WHEN Jesus told the rich young man to sell all he had, and give the proceeds to the poor, he was dealing with two kinds of hunger. One of them was the young man’s hunger for what we call “a life”. “Get a life,” we say. Jesus saw that the main impediment to the young man’s getting life in all its fullness was money. Alas, what he was told to give to receive such a love was too great a price to pay; so the young man went away, sad.
It wasn’t as if he hadn’t already invested heavily; for he had said his prayers, he said, and remained virtuous, he said, which would have been enough for anyone. But Jesus sees a trapped soul, a young person already unable to move because of possessions — someone who spent what life he had looking after his money.
Charles Dickens had him in mind when he created Jacob Marley, whom, you will recall, ended up as a ghost hung about with ledgers and safes so that he could hardly walk; which is what we must do occasionally, to be able to fly towards God. Today, Marley would be dragging around computers and investments, mortgages and offshore profits, and a garage full of cars.
Christ’s anti-materialistic law is a hard law for us — almost the hardest. It hits us cruelly. The Gospels are crammed with every kind of giving, from the widow’s mite to the Lord’s all; but all this giving would not be there if a tremendous purpose did not lie behind it. We know that one of the best gifts which is within our giving is not money, but time.
Friends and neighbours in want are often not saying “Spare us a pound,” but “Spare us an hour, or a day.” We look at our watch or our diary and mumble something about “I can manage a visit on the 25th at four in the afternoon, if that will do.” Whereas Jesus is advising us: give this person yourself, for an unmeasured period; free yourself from all this busyness.
The blind man halted the healer by demanding mercy. Just before this exciting event on the Jericho road — on that same road on which a Samaritan showed mercy to someone of another faith — Christ and his little band had met after a solemn journey to Jerusalem to come to grips, as it were, with what would happen. In Luke’s words, the son of man would be spitefully treated, and executed.
But, scripture says, they understood none of these things. They were beyond their vision. Sometimes, he was clear as daylight; sometimes, as obscure as midnight. They could not see what he was getting at; so they walked on, as they always did in his company. Walked on and on, listening, half-grasping what he said.
George Herbert remembered to say “Thank you” for the insights that God gave him. “Thou that hast given so much to me, Give one thing more, a grateful heart. See how thy beggar works on thee By art.”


• [Exercise directions]: Exclude pictures and give again exactly the lines of the listing, beginning with its first line and ending with the one that contains "Image is 644x306 pixels.".

*** Block opens ***

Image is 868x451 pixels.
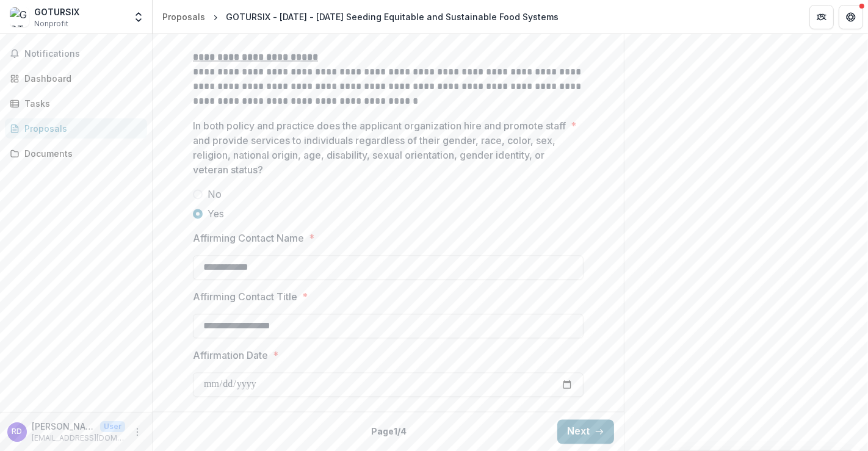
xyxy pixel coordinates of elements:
p: User [100,421,125,433]
span: Nonprofit [34,18,68,29]
a: Dashboard [5,68,147,89]
a: Tasks [5,94,147,113]
p: Affirming Contact Name [193,231,304,246]
p: In both policy and practice does the applicant organization hire and promote staff and provide se... [193,119,566,177]
img: GOTURSIX [9,7,29,27]
button: More [130,425,144,439]
div: Proposals [163,10,205,23]
div: Dashboard [24,72,138,85]
a: Proposals [5,119,147,138]
a: Documents [5,144,147,163]
div: Tasks [24,97,138,110]
nav: breadcrumb [157,8,563,26]
p: [EMAIL_ADDRESS][DOMAIN_NAME] [32,433,125,444]
button: Get Help [838,5,863,29]
p: [PERSON_NAME] [32,420,95,433]
span: No [207,187,222,201]
button: Partners [809,5,833,29]
span: Yes [207,206,224,221]
a: Proposals [157,8,210,26]
button: Notifications [5,44,147,64]
button: Open entity switcher [130,5,147,29]
span: Notifications [24,49,142,59]
div: Documents [24,147,138,160]
p: Affirmation Date [193,348,268,363]
div: GOTURSIX [34,5,79,18]
button: Next [557,420,614,444]
div: GOTURSIX - [DATE] - [DATE] Seeding Equitable and Sustainable Food Systems [226,10,558,23]
p: Affirming Contact Title [193,290,297,304]
div: Proposals [24,122,138,135]
p: Page 1 / 4 [371,425,407,438]
div: Ronda Dorsey [12,428,22,436]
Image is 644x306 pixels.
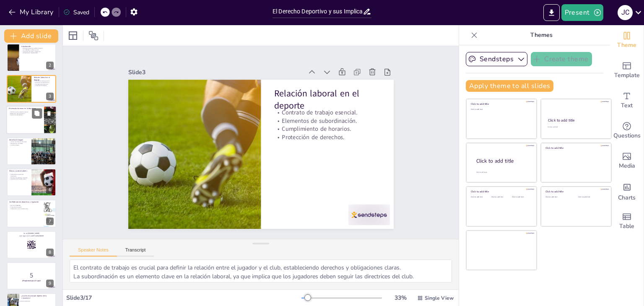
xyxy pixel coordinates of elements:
p: Relación laboral en el deporte [277,89,385,124]
span: Theme [617,41,636,50]
p: Elementos de subordinación. [276,118,382,138]
div: Click to add body [476,171,529,173]
div: 4 [47,124,54,132]
p: Cumplimiento de horarios. [275,126,381,145]
div: 2 [46,62,54,69]
div: 7 [46,218,54,225]
input: Insert title [273,5,363,17]
div: Add charts and graphs [610,176,644,206]
p: Rol de la CONMEBOL. [9,205,42,207]
p: Importancia de acuerdos justos. [9,178,29,180]
strong: ¡Prepárense para el quiz! [22,279,41,282]
p: Introducción [21,45,54,48]
button: My Library [6,5,57,19]
button: Delete Slide [44,108,54,118]
strong: [DOMAIN_NAME] [27,232,39,234]
p: Derechos de jugadores y empresas. [9,177,29,178]
button: Speaker Notes [70,247,117,257]
div: Click to add text [471,196,490,199]
p: Importancia del bienestar. [9,114,42,116]
p: El mercado humano en lo deportivo [9,107,42,110]
div: Click to add title [545,190,606,193]
div: Click to add title [476,157,530,164]
div: 33 % [390,294,410,302]
div: 8 [46,249,54,256]
p: La CONMEBOL establece normas. [21,49,54,51]
div: Layout [66,29,80,43]
div: Click to add title [545,146,606,150]
div: Click to add text [491,196,510,199]
div: Click to add title [548,118,604,123]
div: Change the overall theme [610,25,644,55]
p: Publicidad como parte del espectáculo. [9,174,29,177]
span: Table [619,222,634,231]
div: 6 [7,168,56,196]
div: Click to add text [471,108,531,111]
p: Impacto en contratos y reglamentos. [21,50,54,52]
div: Click to add title [471,102,531,106]
span: Single View [424,295,454,301]
p: Conflictos legales. [9,144,29,146]
p: Protección de derechos. [274,134,381,154]
div: Get real-time input from your audience [610,116,644,146]
p: Derecho de imagen [9,139,29,141]
p: Ingresos por derechos de imagen. [9,141,29,143]
p: Protección de derechos. [34,85,54,86]
div: 3 [46,93,54,100]
button: Export to PowerPoint [543,4,560,21]
p: Negociaciones complejas. [9,143,29,144]
div: 2 [7,43,56,71]
div: Saved [63,8,89,16]
div: Slide 3 / 17 [66,294,301,302]
div: Click to add text [547,126,603,128]
p: Fomento de la competitividad. [21,52,54,54]
div: Add a table [610,206,644,236]
span: Charts [618,193,636,203]
button: Present [561,4,603,21]
p: Reflexiones sobre explotación. [9,113,42,114]
p: Confederaciones deportivas y regulación [9,201,42,204]
button: J C [617,4,633,21]
p: Marcas y patrocinadores [9,170,29,172]
div: Click to add title [471,190,531,193]
div: 3 [7,75,56,103]
p: Contrato de trabajo esencial. [34,80,54,82]
p: and login with code [9,235,54,237]
p: Colaboración entre confederaciones. [9,208,42,209]
div: Add ready made slides [610,55,644,86]
p: Themes [481,25,601,45]
span: Template [614,71,640,80]
span: Media [619,161,635,171]
div: Slide 3 [136,54,311,81]
div: 6 [46,186,54,193]
span: Questions [613,131,641,140]
div: Add images, graphics, shapes or video [610,146,644,176]
div: J C [617,5,633,20]
button: Transcript [117,247,154,257]
button: Create theme [531,52,592,66]
textarea: El contrato de trabajo es crucial para definir la relación entre el jugador y el club, establecie... [70,259,452,283]
p: ¿Cuál es el principal objetivo de la CONMEBOL? [21,295,54,299]
div: Click to add text [545,196,572,199]
div: 9 [46,279,54,287]
div: Click to add text [578,196,605,199]
div: 5 [7,138,56,165]
p: 5 [9,271,54,280]
div: 4 [6,106,57,134]
button: Apply theme to all slides [466,80,553,92]
p: Go to [9,232,54,235]
button: Add slide [4,29,58,43]
button: Sendsteps [466,52,527,66]
div: 8 [7,231,56,259]
p: Elementos de subordinación. [34,82,54,83]
div: Click to add text [512,196,531,199]
div: 5 [46,155,54,163]
button: Duplicate Slide [32,108,42,118]
span: Position [88,31,98,41]
div: Add text boxes [610,86,644,116]
p: El derecho deportivo equilibra intereses. [21,48,54,49]
p: Protección del jugador. [9,207,42,209]
p: Futbolista como trabajador especial. [9,111,42,113]
div: 9 [7,262,56,290]
p: Relación laboral en el deporte [34,76,54,81]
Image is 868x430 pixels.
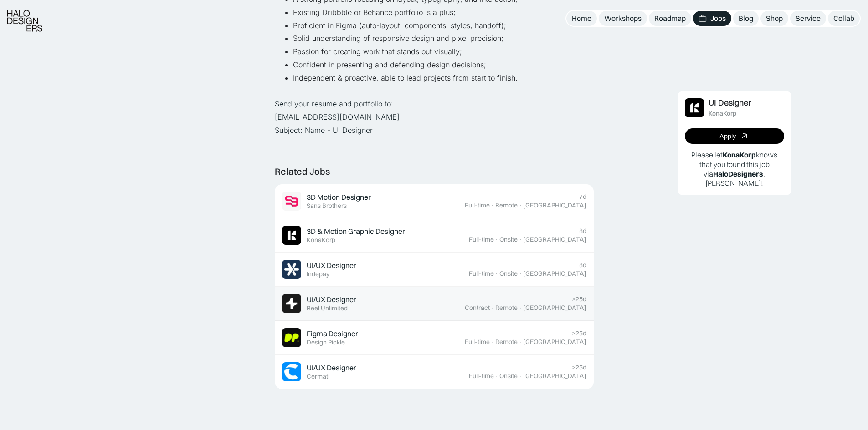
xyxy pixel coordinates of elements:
li: Existing Dribbble or Behance portfolio is a plus; [293,6,594,19]
a: Shop [761,11,789,26]
div: UI/UX Designer [307,363,356,373]
a: Blog [733,11,759,26]
a: Workshops [599,11,647,26]
div: · [495,270,499,277]
div: Design Pickle [307,339,345,347]
p: Please let knows that you found this job via , [PERSON_NAME]! [685,150,785,188]
li: Proficient in Figma (auto-layout, components, styles, handoff); [293,19,594,32]
div: [GEOGRAPHIC_DATA] [523,270,586,277]
div: KonaKorp [709,110,737,117]
li: Independent & proactive, able to lead projects from start to finish. [293,72,594,85]
div: Related Jobs [275,166,330,177]
li: Solid understanding of responsive design and pixel precision; [293,32,594,45]
div: · [519,270,523,277]
div: · [519,373,523,380]
div: Sans Brothers [307,202,347,210]
div: >25d [572,296,586,303]
a: Jobs [693,11,732,26]
div: Indepay [307,270,330,278]
div: 3D & Motion Graphic Designer [307,226,405,237]
div: >25d [572,364,586,372]
img: Job Image [282,329,301,347]
div: Blog [739,13,753,24]
img: Job Image [282,226,301,245]
div: Shop [766,13,783,24]
div: Full-time [465,202,490,209]
div: Remote [496,304,518,312]
div: Cermati [307,373,330,380]
div: Full-time [465,338,490,346]
div: Reel Unlimited [307,304,348,312]
a: Job ImageUI/UX DesignerReel Unlimited>25dContract·Remote·[GEOGRAPHIC_DATA] [275,287,594,321]
div: · [491,338,494,346]
div: Figma Designer [307,329,358,339]
div: [GEOGRAPHIC_DATA] [523,373,586,380]
div: Collab [833,13,855,24]
div: · [519,304,523,312]
li: Confident in presenting and defending design decisions; [293,58,594,72]
div: UI/UX Designer [307,261,356,270]
div: · [491,304,494,312]
p: ‍ [275,85,594,98]
div: >25d [572,329,586,337]
a: Job ImageUI/UX DesignerIndepay8dFull-time·Onsite·[GEOGRAPHIC_DATA] [275,252,594,287]
div: · [495,236,499,244]
b: KonaKorp [723,150,756,160]
a: Apply [685,128,785,144]
b: HaloDesigners [713,169,763,178]
img: Job Image [282,362,301,381]
img: Job Image [282,294,301,313]
a: Job ImageFigma DesignerDesign Pickle>25dFull-time·Remote·[GEOGRAPHIC_DATA] [275,321,594,355]
a: Home [567,11,597,26]
p: Send your resume and portfolio to: [EMAIL_ADDRESS][DOMAIN_NAME] Subject: Name - UI Designer [275,97,594,137]
a: Service [790,11,826,26]
div: · [519,202,523,209]
div: Onsite [500,236,518,244]
div: Full-time [469,373,494,380]
div: Home [572,13,592,24]
div: UI Designer [709,98,752,108]
img: Job Image [282,260,301,279]
div: [GEOGRAPHIC_DATA] [523,236,586,244]
div: Full-time [469,270,494,277]
div: Jobs [711,13,726,24]
div: Apply [719,133,736,140]
div: Onsite [500,373,518,380]
div: · [519,236,523,244]
div: [GEOGRAPHIC_DATA] [523,304,586,312]
div: Remote [496,338,518,346]
a: Collab [828,11,860,26]
a: Job Image3D Motion DesignerSans Brothers7dFull-time·Remote·[GEOGRAPHIC_DATA] [275,185,594,219]
div: · [519,338,523,346]
img: Job Image [282,192,301,211]
div: Contract [465,304,490,312]
div: [GEOGRAPHIC_DATA] [523,202,586,209]
div: Roadmap [655,13,686,24]
a: Job ImageUI/UX DesignerCermati>25dFull-time·Onsite·[GEOGRAPHIC_DATA] [275,355,594,389]
div: Service [796,13,821,24]
img: Job Image [685,98,704,117]
div: · [495,373,499,380]
div: 8d [579,227,586,235]
div: 7d [579,193,586,200]
a: Roadmap [649,11,692,26]
a: Job Image3D & Motion Graphic DesignerKonaKorp8dFull-time·Onsite·[GEOGRAPHIC_DATA] [275,219,594,252]
div: · [491,202,494,209]
div: UI/UX Designer [307,295,356,304]
div: Remote [496,202,518,209]
div: Workshops [604,13,641,24]
div: 3D Motion Designer [307,193,371,202]
li: Passion for creating work that stands out visually; [293,45,594,58]
div: Onsite [500,270,518,277]
div: [GEOGRAPHIC_DATA] [523,338,586,346]
div: KonaKorp [307,237,335,244]
div: 8d [579,261,586,269]
div: Full-time [469,236,494,244]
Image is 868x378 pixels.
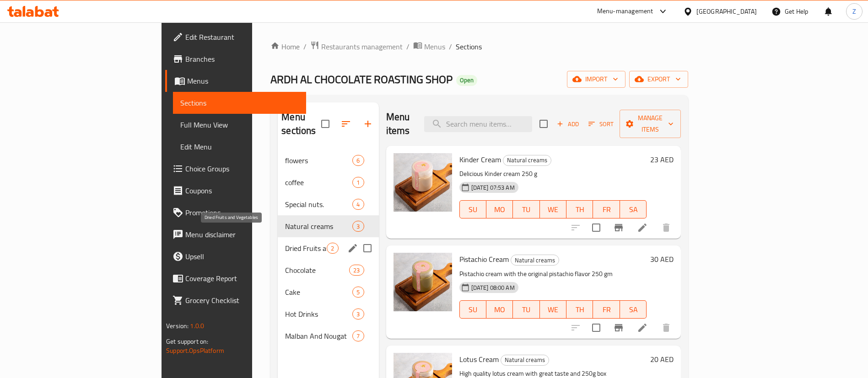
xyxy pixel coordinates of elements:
[321,41,402,52] span: Restaurants management
[310,41,402,53] a: Restaurants management
[165,224,307,245] a: Menu disclaimer
[345,242,359,255] button: edit
[597,203,616,217] span: FR
[424,41,445,52] span: Menus
[285,265,349,275] span: Chocolate
[586,117,616,131] button: Sort
[186,163,299,174] span: Choice Groups
[165,245,307,268] a: Upsell
[586,318,605,337] span: Select to update
[406,41,409,52] li: /
[186,54,299,65] span: Branches
[190,320,204,332] span: 1.0.0
[501,355,548,365] span: Natural creams
[500,355,549,366] div: Natural creams
[650,353,674,366] h6: 20 AED
[186,251,299,262] span: Upsell
[285,287,352,298] span: Cake
[278,146,378,350] nav: Menu sections
[350,266,364,274] span: 23
[503,155,551,166] div: Natural creams
[597,303,616,317] span: FR
[173,135,307,158] a: Edit Menu
[637,73,681,85] span: export
[278,259,378,281] div: Chocolate23
[627,112,674,135] span: Manage items
[650,253,674,266] h6: 30 AED
[335,113,357,135] span: Sort sections
[278,281,378,303] div: Cake5
[624,303,643,317] span: SA
[357,113,379,135] button: Add section
[553,117,582,131] button: Add
[588,119,613,129] span: Sort
[486,200,513,218] button: MO
[516,303,535,317] span: TU
[567,71,625,88] button: import
[459,268,647,280] p: Pistachio cream with the original pistachio flavor 250 gm
[394,153,452,211] img: Kinder Cream
[285,309,352,319] span: Hot Drinks
[582,117,619,131] span: Sort items
[352,179,364,187] span: 1
[349,265,364,275] div: items
[186,273,299,284] span: Coverage Report
[187,75,299,86] span: Menus
[285,177,352,188] div: coffee
[555,119,580,129] span: Add
[352,287,364,298] div: items
[352,156,364,165] span: 6
[352,332,364,341] span: 7
[467,283,518,292] span: [DATE] 08:00 AM
[592,200,619,218] button: FR
[456,75,477,86] div: Open
[656,317,677,339] button: delete
[607,317,630,339] button: Branch-specific-item
[285,198,352,210] span: Special nuts.
[513,300,540,318] button: TU
[165,158,307,180] a: Choice Groups
[285,155,352,166] span: flowers
[165,289,307,312] a: Grocery Checklist
[352,222,364,230] span: 3
[165,202,307,224] a: Promotions
[278,172,378,193] div: coffee1
[543,203,563,217] span: WE
[464,303,483,317] span: SU
[592,300,619,318] button: FR
[285,221,352,232] div: Natural creams
[278,149,378,172] div: flowers6
[352,155,364,166] div: items
[278,303,378,325] div: Hot Drinks3
[543,303,563,317] span: WE
[352,309,364,319] div: items
[186,186,299,196] span: Coupons
[394,253,452,312] img: Pistachio Cream
[624,203,643,217] span: SA
[285,331,352,342] span: Malban And Nougat
[852,6,856,16] span: Z
[424,117,532,132] input: search
[467,183,518,192] span: [DATE] 07:53 AM
[459,252,509,266] span: Pistachio Cream
[504,155,551,166] span: Natural creams
[553,117,582,131] span: Add item
[516,203,535,217] span: TU
[486,300,513,318] button: MO
[186,32,299,42] span: Edit Restaurant
[629,71,688,88] button: export
[570,303,589,317] span: TH
[166,344,225,356] a: Support.OpsPlatform
[278,325,378,347] div: Malban And Nougat7
[510,255,559,266] div: Natural creams
[315,114,335,134] span: Select all sections
[166,336,208,348] span: Get support on:
[619,110,681,138] button: Manage items
[620,200,646,218] button: SA
[567,200,592,218] button: TH
[637,322,648,333] a: Edit menu item
[637,222,648,233] a: Edit menu item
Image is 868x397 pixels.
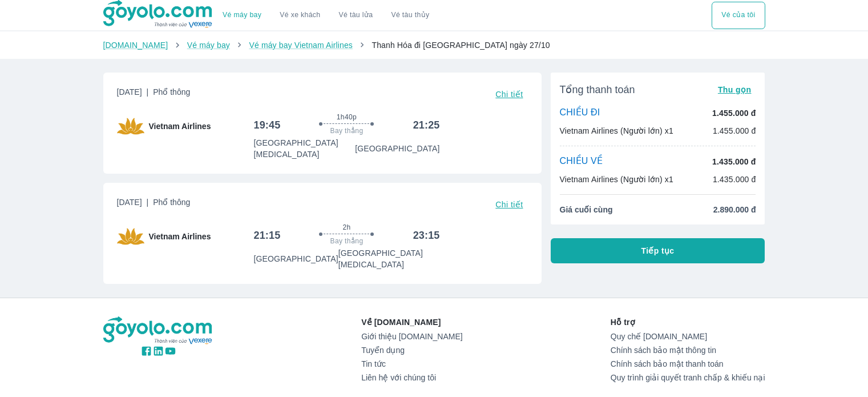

*** Block closes ***

• [Response to the task]:
Image is 868x451 pixels.
xyxy pixel coordinates of elements:
p: User [100,421,125,433]
span: Nonprofit [34,18,68,29]
a: Dashboard [5,68,147,89]
a: Tasks [5,94,147,113]
p: Affirming Contact Name [193,231,304,246]
p: In both policy and practice does the applicant organization hire and promote staff and provide se... [193,119,566,177]
img: GOTURSIX [9,7,29,27]
button: More [130,425,144,439]
div: Proposals [163,10,205,23]
div: Dashboard [24,72,138,85]
a: Proposals [5,119,147,138]
a: Documents [5,144,147,163]
div: Tasks [24,97,138,110]
nav: breadcrumb [157,8,563,26]
p: [EMAIL_ADDRESS][DOMAIN_NAME] [32,433,125,444]
button: Get Help [838,5,863,29]
p: [PERSON_NAME] [32,420,95,433]
span: No [207,187,222,201]
button: Partners [809,5,833,29]
span: Yes [207,206,224,221]
a: Proposals [157,8,210,26]
button: Notifications [5,44,147,64]
button: Open entity switcher [130,5,147,29]
span: Notifications [24,49,142,59]
div: Documents [24,147,138,160]
p: Affirmation Date [193,348,268,363]
div: GOTURSIX [34,5,79,18]
button: Next [557,420,614,444]
div: GOTURSIX - [DATE] - [DATE] Seeding Equitable and Sustainable Food Systems [226,10,558,23]
p: Affirming Contact Title [193,290,297,304]
div: Proposals [24,122,138,135]
p: Page 1 / 4 [371,425,407,438]
div: Ronda Dorsey [12,428,22,436]
Image is 644x306 pixels.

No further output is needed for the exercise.